The upshot: What counts is incoming (i.e., “new”) information about boundaries for the policy rate, not actual economic shifts.

That isn’t a new observation. But Wilson and Chang cast doubt on one common explanation for the phenomenon: The idea that the Fed has special insight into the neutral rate that’s only revealed to the market through policy decisions. Jerome Powell would scoff at that idea. He’s highly skeptical of the Fed’s capacity to estimate neutral, and Goldman is too.

“The most obvious explanation for the shifts in longer-term rate pricing since 2022 is simply that realized policy outcomes made the prior pricing untenable,” Wilson and Chang pressed, before driving the point home as follows:

The market understands that Fed policy generally spends time in a relatively narrow range during stable expansions; falls sharply in recessions and then rises again in recoveries. It has an assumed range for the funds rate in mind, based in part on realized historic ranges, alongside the Fed’s communications and the current cyclical state. Only when that distribution is fundamentally challenged has it generally attempted to adjust its views.
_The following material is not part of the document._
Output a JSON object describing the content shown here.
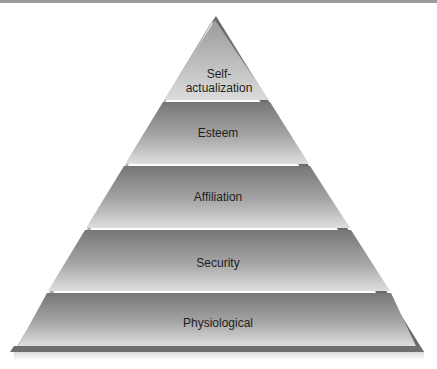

What does this mean currently? Well, that depends on your definition of “currently.” One commonly cited explanation for last month’s move higher in long-end US yields was the notion that the market was again reassessing the neutral rate. That’d be the context for any upward shift in the long run dot over the next several FOMC meetings. In Jackson Hole, Powell suggested the Fed isn’t ready to weigh in definitively on r-star, which in turn means the long run dot is very unlikely to move sharply higher. A small bump would surely be a market-moving event, but it’d take a 75bps shift (at least) to close the gap with some market-based measures. That isn’t going to happen in the near-term.
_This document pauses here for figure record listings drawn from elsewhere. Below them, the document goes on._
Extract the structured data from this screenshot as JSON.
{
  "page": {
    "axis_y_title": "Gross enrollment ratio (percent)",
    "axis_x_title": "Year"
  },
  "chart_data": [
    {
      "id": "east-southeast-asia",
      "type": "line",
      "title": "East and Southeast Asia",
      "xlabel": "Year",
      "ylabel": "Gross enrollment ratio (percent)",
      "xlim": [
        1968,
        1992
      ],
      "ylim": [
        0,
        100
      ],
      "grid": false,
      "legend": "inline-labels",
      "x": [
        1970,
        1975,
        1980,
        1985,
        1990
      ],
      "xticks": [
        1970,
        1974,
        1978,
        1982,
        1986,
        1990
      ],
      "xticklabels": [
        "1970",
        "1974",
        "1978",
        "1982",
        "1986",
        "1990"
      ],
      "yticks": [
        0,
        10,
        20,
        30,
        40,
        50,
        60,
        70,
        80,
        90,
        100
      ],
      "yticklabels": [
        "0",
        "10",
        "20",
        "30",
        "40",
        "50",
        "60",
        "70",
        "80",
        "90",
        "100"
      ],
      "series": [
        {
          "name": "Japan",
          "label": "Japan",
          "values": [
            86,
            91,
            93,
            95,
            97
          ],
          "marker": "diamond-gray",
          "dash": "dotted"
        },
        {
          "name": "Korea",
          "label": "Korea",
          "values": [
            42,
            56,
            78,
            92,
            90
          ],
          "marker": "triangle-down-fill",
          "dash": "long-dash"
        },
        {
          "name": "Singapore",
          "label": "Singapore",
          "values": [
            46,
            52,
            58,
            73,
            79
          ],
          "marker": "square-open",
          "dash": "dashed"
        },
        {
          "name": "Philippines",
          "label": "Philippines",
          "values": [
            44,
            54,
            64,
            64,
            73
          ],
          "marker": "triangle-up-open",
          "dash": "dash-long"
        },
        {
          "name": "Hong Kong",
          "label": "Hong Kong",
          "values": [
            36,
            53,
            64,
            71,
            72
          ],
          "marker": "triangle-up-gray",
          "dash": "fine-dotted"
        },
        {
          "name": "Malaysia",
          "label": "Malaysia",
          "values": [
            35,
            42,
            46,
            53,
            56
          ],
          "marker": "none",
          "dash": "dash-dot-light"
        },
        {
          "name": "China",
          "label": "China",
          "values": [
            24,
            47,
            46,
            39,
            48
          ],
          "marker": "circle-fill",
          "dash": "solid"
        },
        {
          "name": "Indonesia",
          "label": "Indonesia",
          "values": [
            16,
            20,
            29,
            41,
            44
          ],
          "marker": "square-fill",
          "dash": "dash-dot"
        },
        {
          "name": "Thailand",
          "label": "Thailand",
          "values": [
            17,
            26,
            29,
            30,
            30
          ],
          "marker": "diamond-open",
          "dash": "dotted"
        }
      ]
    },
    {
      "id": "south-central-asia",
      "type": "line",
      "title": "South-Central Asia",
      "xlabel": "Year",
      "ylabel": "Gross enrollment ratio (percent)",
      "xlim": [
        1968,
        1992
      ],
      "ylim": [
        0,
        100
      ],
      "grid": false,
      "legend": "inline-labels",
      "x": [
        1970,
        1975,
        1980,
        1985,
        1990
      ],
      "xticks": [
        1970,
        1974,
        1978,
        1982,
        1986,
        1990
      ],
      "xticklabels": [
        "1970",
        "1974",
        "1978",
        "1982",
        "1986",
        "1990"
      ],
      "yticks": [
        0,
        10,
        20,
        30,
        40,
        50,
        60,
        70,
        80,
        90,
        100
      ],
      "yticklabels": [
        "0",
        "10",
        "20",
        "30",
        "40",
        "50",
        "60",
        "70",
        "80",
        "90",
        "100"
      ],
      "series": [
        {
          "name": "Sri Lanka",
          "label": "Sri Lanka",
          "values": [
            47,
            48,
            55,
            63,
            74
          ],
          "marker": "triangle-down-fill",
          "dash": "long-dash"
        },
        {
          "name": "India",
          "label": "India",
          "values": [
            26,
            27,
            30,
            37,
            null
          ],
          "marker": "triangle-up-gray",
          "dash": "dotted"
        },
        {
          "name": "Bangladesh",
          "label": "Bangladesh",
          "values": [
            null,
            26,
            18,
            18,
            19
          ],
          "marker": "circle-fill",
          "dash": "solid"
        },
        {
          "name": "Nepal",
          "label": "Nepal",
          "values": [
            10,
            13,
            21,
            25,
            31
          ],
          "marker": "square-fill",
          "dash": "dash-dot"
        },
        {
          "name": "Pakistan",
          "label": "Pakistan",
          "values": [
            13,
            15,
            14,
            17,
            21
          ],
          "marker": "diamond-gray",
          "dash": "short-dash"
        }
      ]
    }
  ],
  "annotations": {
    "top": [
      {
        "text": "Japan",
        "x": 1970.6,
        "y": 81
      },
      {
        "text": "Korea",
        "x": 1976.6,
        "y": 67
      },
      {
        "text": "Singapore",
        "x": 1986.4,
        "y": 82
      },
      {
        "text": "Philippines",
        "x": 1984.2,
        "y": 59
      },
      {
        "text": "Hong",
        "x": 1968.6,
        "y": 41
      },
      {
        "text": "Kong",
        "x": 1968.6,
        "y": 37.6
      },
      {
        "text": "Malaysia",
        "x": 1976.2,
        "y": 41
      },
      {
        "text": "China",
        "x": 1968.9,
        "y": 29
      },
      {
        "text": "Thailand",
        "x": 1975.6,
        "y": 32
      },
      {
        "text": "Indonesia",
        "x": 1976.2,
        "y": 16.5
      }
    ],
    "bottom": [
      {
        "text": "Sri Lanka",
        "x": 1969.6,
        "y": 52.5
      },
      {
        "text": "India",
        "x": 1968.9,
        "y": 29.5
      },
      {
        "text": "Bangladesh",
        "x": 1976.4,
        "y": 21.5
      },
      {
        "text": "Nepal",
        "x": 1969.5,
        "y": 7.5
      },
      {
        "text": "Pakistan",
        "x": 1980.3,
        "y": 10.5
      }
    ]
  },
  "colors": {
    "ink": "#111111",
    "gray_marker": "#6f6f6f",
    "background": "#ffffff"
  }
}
If by “currently” you mean in the context of the cycle and what comes next, Wilson and Chang reiterated that too many investors seem wedded to a structural view of the neutral rate which is biased heavily by the post-GFC experience.

“An extended private sector deleveraging cycle alongside public sector austerity is a very different environment from one with strong private sector balance sheets and persistently supportive fiscal policy,” they cautioned, tying it all together. “Capturing those differences adequately in a structural model of the neutral rate is hard, so what realized policy tells us about the likely funds rate range may prove at least as good an anchor.”